Monday, March 26, 2007

The Trap: What happened to our dreams of freedom?

Having missed the first two of these programmes, I was pleased to catch the third. I hope that my profoundest observations on it weren't lost during Desperate Housewives which was on immediately after.

The thesis was, in short, that there was something missing from Isiah Berlin's negative liberty concept, which has led to failures in imposing negative liberty in Russia, Iraq and elsewhere. Cicero provides a good defence of Berlin and negative liberty.

I think you could take Curtis' arguments and arrive at the rather different conclusion that negative liberty just can't be imposed. He makes the point that when it came to the Iraq war, we were so steeped in the culture of self-interest, that we didn't trust Blair and Bush. This is what perhaps led them to fabricate the evidence of a threat from Iraq.

And here's the problem. Freedom suffers if we can't rely on legislators and politicians to be honest brokers, rather than self-interested rational men. And of course we can't rely on anybody not to be self-interested, but we can, if we have elections and a true democratic culture, create the right incentives for politicians and vote out those that fall short.

An attempt to impose negative liberty cannot introduce this kind of check on power. Without democracy, politics becomes corrupt and self-serving whether done in the name of negative liberty, of socialism, of God, or of any other cause you care to mention.

Curtis argues that negative liberty relies on people being self-interested, and that positive liberty seeks to do better than that. But this is wrong. Negative liberty allows people freedom to choose their own values - so long as that doesn't interfere with the freedom of others - and so people are perfectly free to be altruistic without undermining the system. It is positive liberty that makes some reliance on people behaving appropriately and can go wrong when they don't.

The lesson I take from The Trap is not that negative, or positive liberty is prone to fail, but that the imposition of values is prone to fail. The imposition of values is of course against the principles of negative liberty, whether negative liberty is one of the values being imposed or not. Revolutions make things worse. The way to enhance freedom, of either kind, is not to tear down the system, but to reform it incrementally and democratically.

Curtis' description of Pol Pot's murder of the entire Cambodian middle class reminded me of this quote:
As an eco-Marxist I believe that only a socialist society will meet human needs and sustain ecological diversity, politics is based on class struggle, it isn't a matter of changing a few laws we live in a social totality that is utterly destructive and must be replaced.
- Derek Wall, principal speaker of the Green Party
I discuss an alternative approach to environmental problems, offering more freedom, negative and I daresay positive as well, here.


> WHAT YOU WILL DO:
In your copy of the listing below, reproduce each word exactly and include no pictures.

> ENTRIES SUPPLIED:
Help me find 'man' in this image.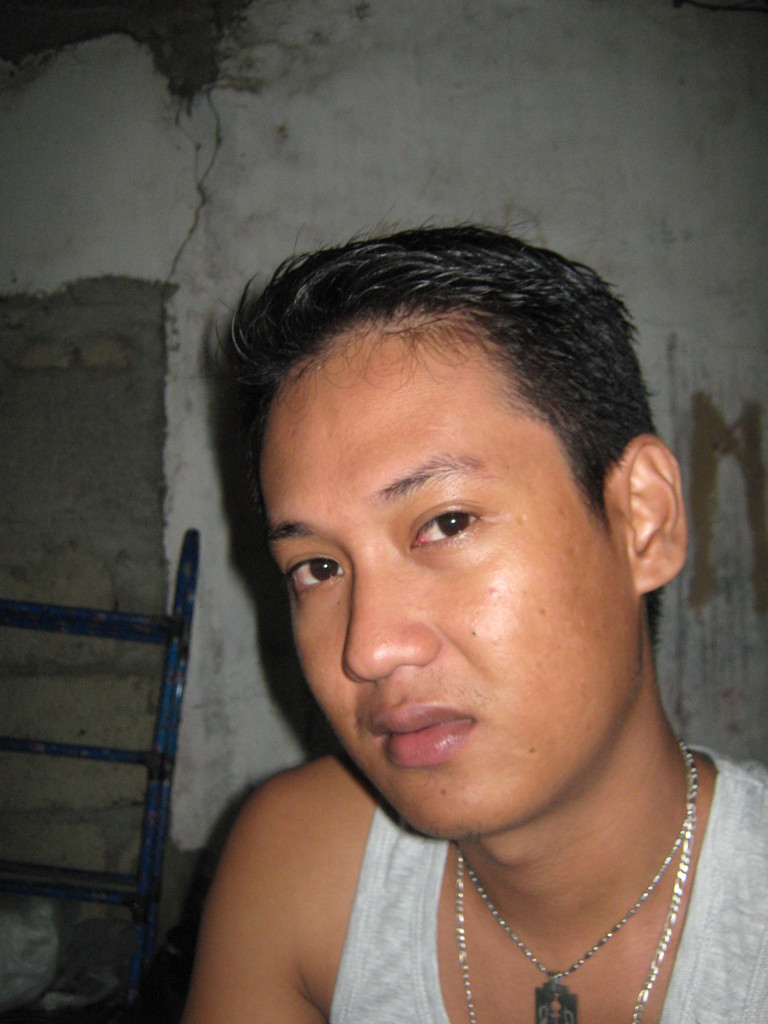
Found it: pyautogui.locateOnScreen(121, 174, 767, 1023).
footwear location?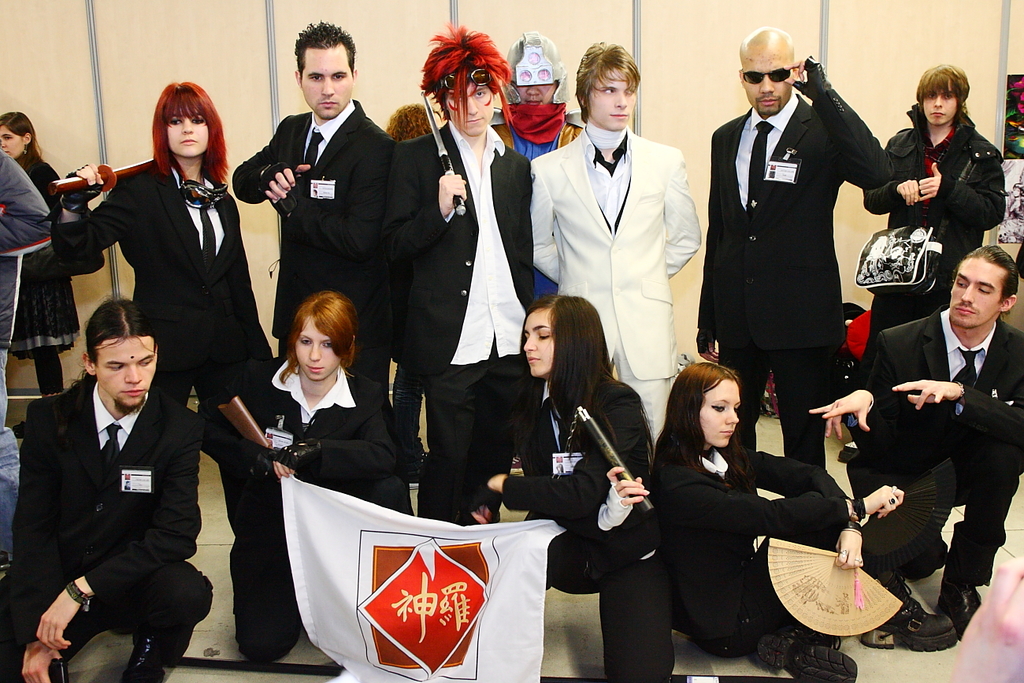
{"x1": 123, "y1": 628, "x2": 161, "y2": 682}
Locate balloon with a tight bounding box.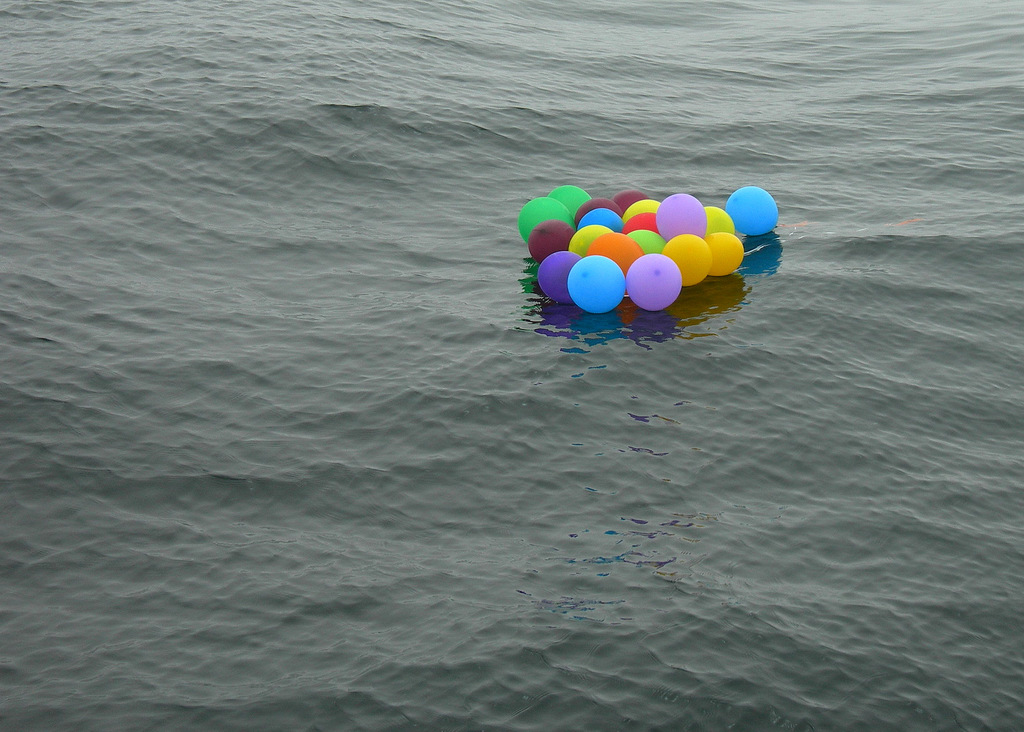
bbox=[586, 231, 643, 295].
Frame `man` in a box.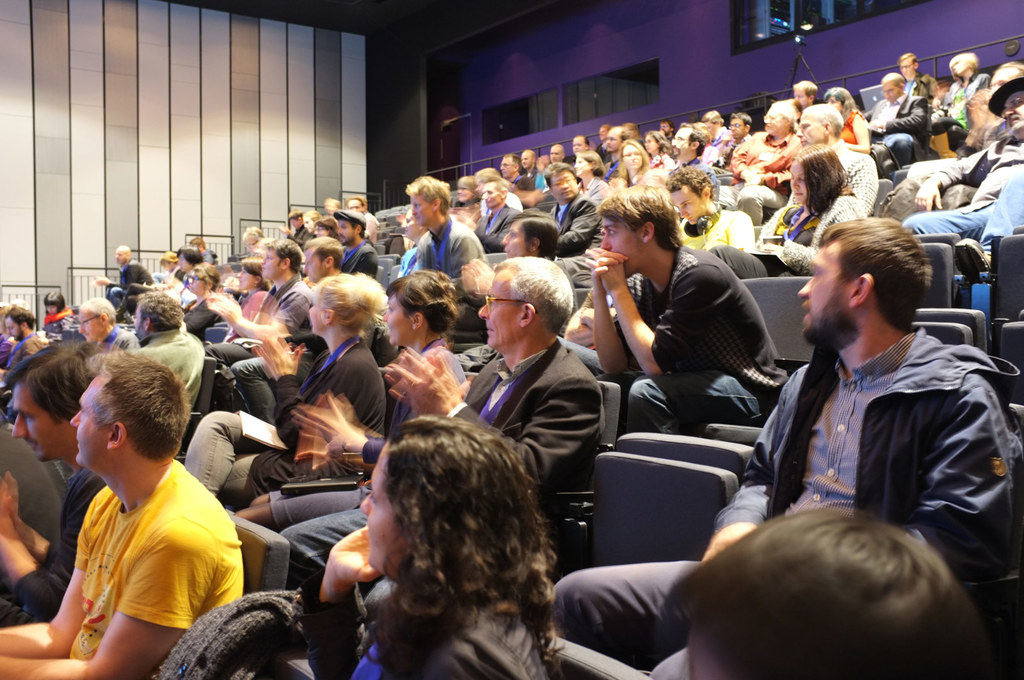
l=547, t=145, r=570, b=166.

> COMPLETED EXERCISE:
Help me find 'man' in this image.
Found it: pyautogui.locateOnScreen(121, 174, 767, 1023).
footwear location?
{"x1": 123, "y1": 628, "x2": 161, "y2": 682}
Locate balloon with a tight bounding box.
bbox=[586, 231, 643, 295].
Frame `man` in a box.
l=547, t=145, r=570, b=166.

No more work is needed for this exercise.